Over the past decades, some risk factors contributing to abuse and neglect have improved. For instance, there is increased awareness of good child development practices, including the growing rejection of corporal punishment. But even though we have seen improvements, some challenges such as social isolation have worsened, and recently Covid-19 has been a turbo-booster for increased neglect and abuse.

We urgently need to start building a world free of ACEs. Four simple evidence-based steps can help us accelerate this work:

  1. Every new parent should be guaranteed a minimum of 5-7 home visits or group sessions on parenting in the first year of the child’s life, followed by ‘booster sessions’ to support key childhood milestones.
  2. Every child should attend a school where they are respected, feel connected, and seen. Where they know they matter and will be supported if they are affected by adversity at home or elsewhere.
  3. Every community should be encouraged to have conversations about adversity and trauma on their own cultural terms. Such conversations will remove stigma and shame, promote understanding, empathy, and facilitate the creation of solutions. They will also provide the vocabulary that survivors need to tell their stories.
  4. As mentioned before, ACEs cost trillions of dollars annually, even though they can be prevented for a fraction of that cost. Ministries of finance should analyse the costs of childhood adversity on health, wellbeing, crime, violence and addiction and adjust government budgets to focus on prevention.

These four simple interventions aim to ensure that every child has two levels of buffering from adversity through primary (parental) and secondary (school) attachments and that these are underscored by increased public awareness and investment.

Before we got stranded somewhere between the war on terror and culture wars, child mortality had been dramatically reduced by making vaccines and other basic health interventions widely available. Similarly, there would be no nobler way of making sense of our age for future generations than ensuring every child grows up free from the burden of toxic stress and untold stories.
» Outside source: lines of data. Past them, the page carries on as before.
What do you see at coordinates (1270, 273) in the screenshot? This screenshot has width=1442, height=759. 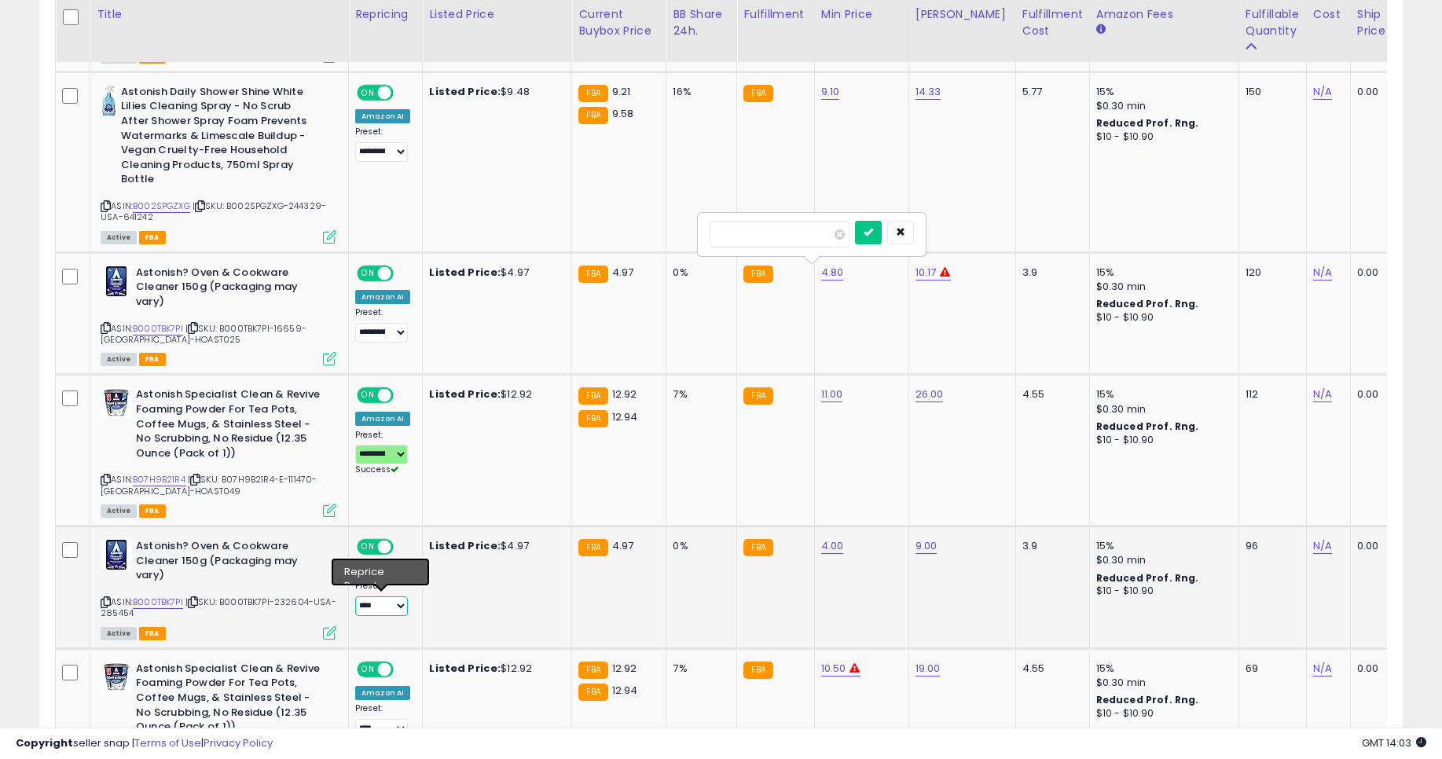 I see `div: 120` at bounding box center [1270, 273].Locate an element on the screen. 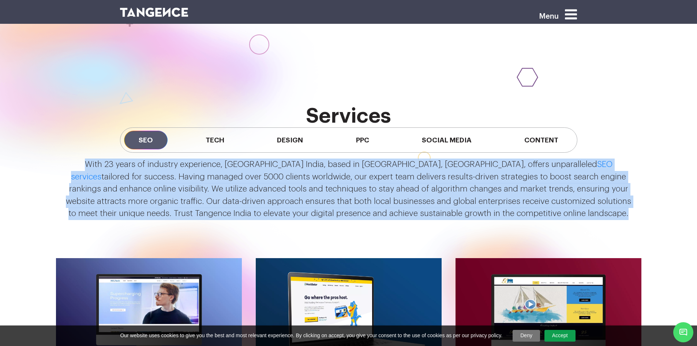  span: Our website uses cookies to give you the best and most relevant experience. By clicking on accept... is located at coordinates (311, 336).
Benjamin Perks is the Head of Campaigns and Advocacy at UNICEF HQ in New York. He is also a member of the Policy Advisory Group on the Global Partnership to End Violence Against Children, and a Senior Fellow at the Jubilee Centre, University of Birmingham, UK. He has served as the UNICEF Representative and UN Resident Coordinator to the Republic of North Macedonia, and the Republic of Montenegro. In both capacities, he advocated for reforms to fulfil international human rights commitments and for the realisation of the Sustainable Development Goals. He has also served in Georgia, Kosovo, Afghanistan, India, and Albania. In northern Afghanistan, he helped to coordinate a Back-to-School campaign that brought 3 million children, including 1 million girls, into schools. He is recognised as a public speaker on violence against children and adverse childhood experiences (ACEs). His TEDx talk on ACEs can be found here. He wrote this piece for PREE in a personal capacity.